On Oct 18, 2011, at 19:33 , Ken Thomases wrote: Much of the time, the threads will be idle, but at least you get to see where they are waiting. When All Thread States is not enabled, it stops each CPU core every so often and, if it's running a thread from a process that's within the target scope, it records the stack trace of that thread. Therefore, it only shows you threads that were doing something. Idle threads just don't show up. I'm not sure why this doesn't fit the definition of what Quincey wants; it sounds like it to me.
I was being partially facetious, but there was a genuine difficulty behind it. If you know of a better approach, I'd be more than happy to learn about.

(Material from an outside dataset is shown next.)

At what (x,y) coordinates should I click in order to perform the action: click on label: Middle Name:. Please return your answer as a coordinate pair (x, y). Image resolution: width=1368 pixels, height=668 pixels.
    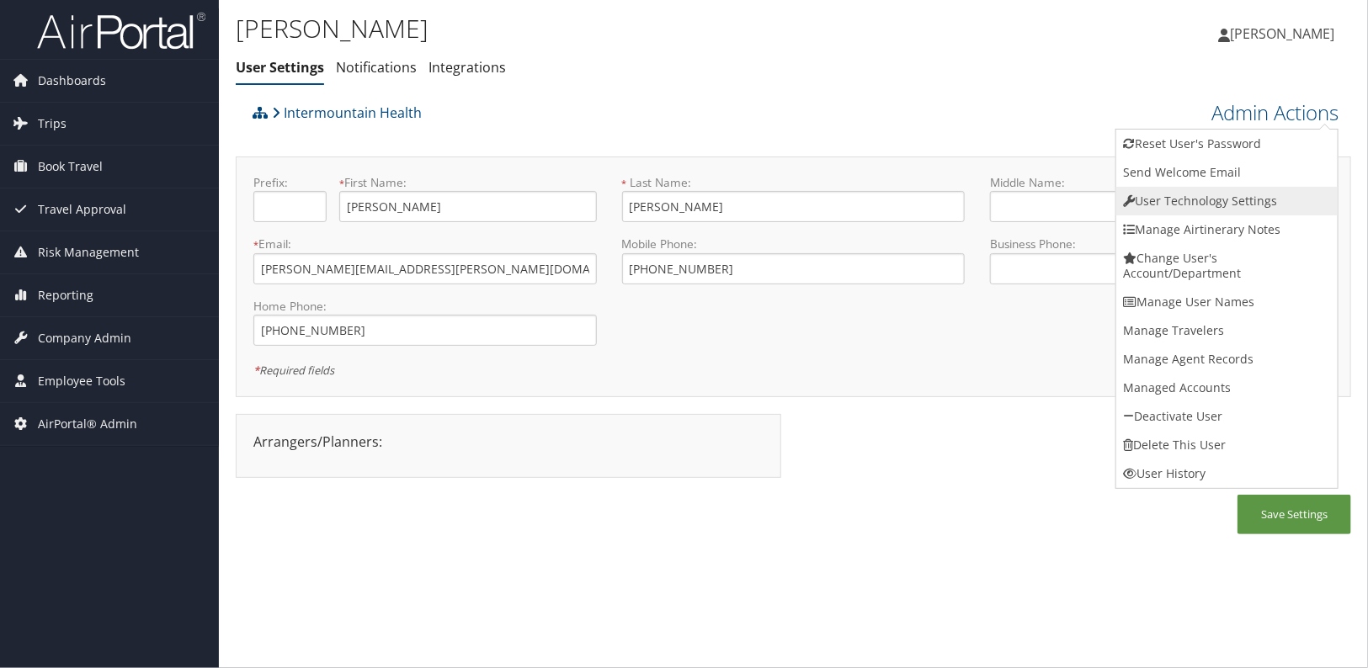
    Looking at the image, I should click on (1119, 183).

More than once, I've had a situation where, amongst several threads, there were various computational hotspots, for various different reasons. For example, there might be a method where a certain thread created a bitmap image rep, and the precise details of memory allocation and pixel format obviously made a difference to performance.

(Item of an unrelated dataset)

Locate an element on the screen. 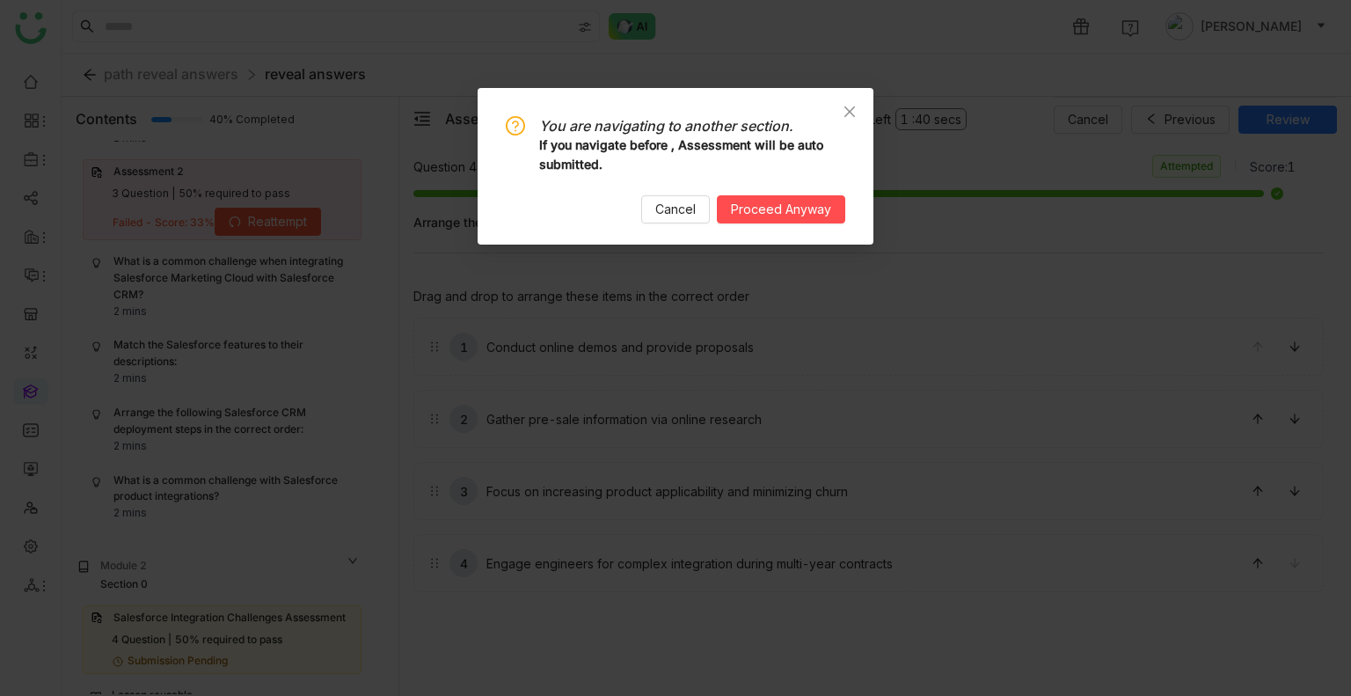 Image resolution: width=1351 pixels, height=696 pixels. b: If you navigate before , Assessment will be auto submitted. is located at coordinates (681, 154).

When I tried to profile the app in Instruments, I tried to find the threads that were busy enough to merit some optimization attention. I'm glossing over the details, but basically what Instruments told me about any given thread was that it was waiting 95% of the time, and the other 5% it was doing things with minuscule percentage contributions to the whole. There was nothing in there that pointed in the direction of any given trouble-spot.

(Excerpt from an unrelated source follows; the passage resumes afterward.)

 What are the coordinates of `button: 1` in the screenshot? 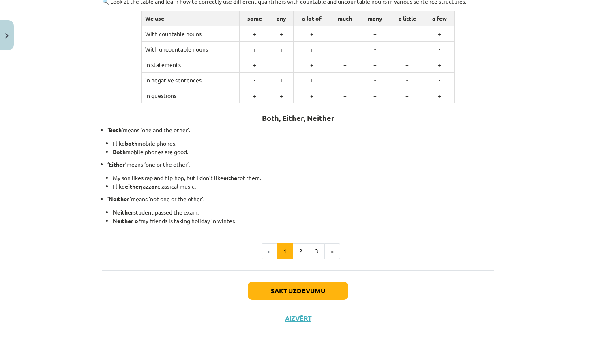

When I looked specifically for a candidate, such as the method creating the image rep, it might say that the thread was spending 0.7% of its time there. That was higher than a lot of the other 0.02% and 0.05% etc contributions, but there was no indication of scale that called the 0.7% a problem, because everything was dwarfed into insignificance by the wait times.
Now, the reason this thread was waiting a lot was because its images needed to be passed to the main thread for display in the UI, and there was another pixel conversion (including, e.g., scaling and a colorspace conversion) that made this kind of slow.
However, the speed of the background thread did matter, and in fact if you considered what it was doing when it wasn't waiting it was spending maybe 50% of its CPU time creating the data, 25% turning it into a bitmap rep, and the rest of the time in other overheads. I couldn't do much about the 50%, but there was some hope of lowering the 25%.
In the end, I got this information by knowing in advance where the bottleneck was (the bitmap rep thing turned about to be NSData allocating memory in a way that included an entirely gratuitous memory zeroing that was incredibly slow), but I wouldn't have found that place from Instruments.
Information about the time the thread spent waiting just wasn't helpful or relevant. I guess the point is that I didn't actually care about *time* anything took, per se, but wanted to know how many CPU calories were being burned by various methods, within the context of an individual thread. I don't know of anything in Instruments that would help, but I'd be glad to be proven wrong.
[This was some time ago, so I made up all the numbers in this description, but it corresponds to reality as best I remember it.]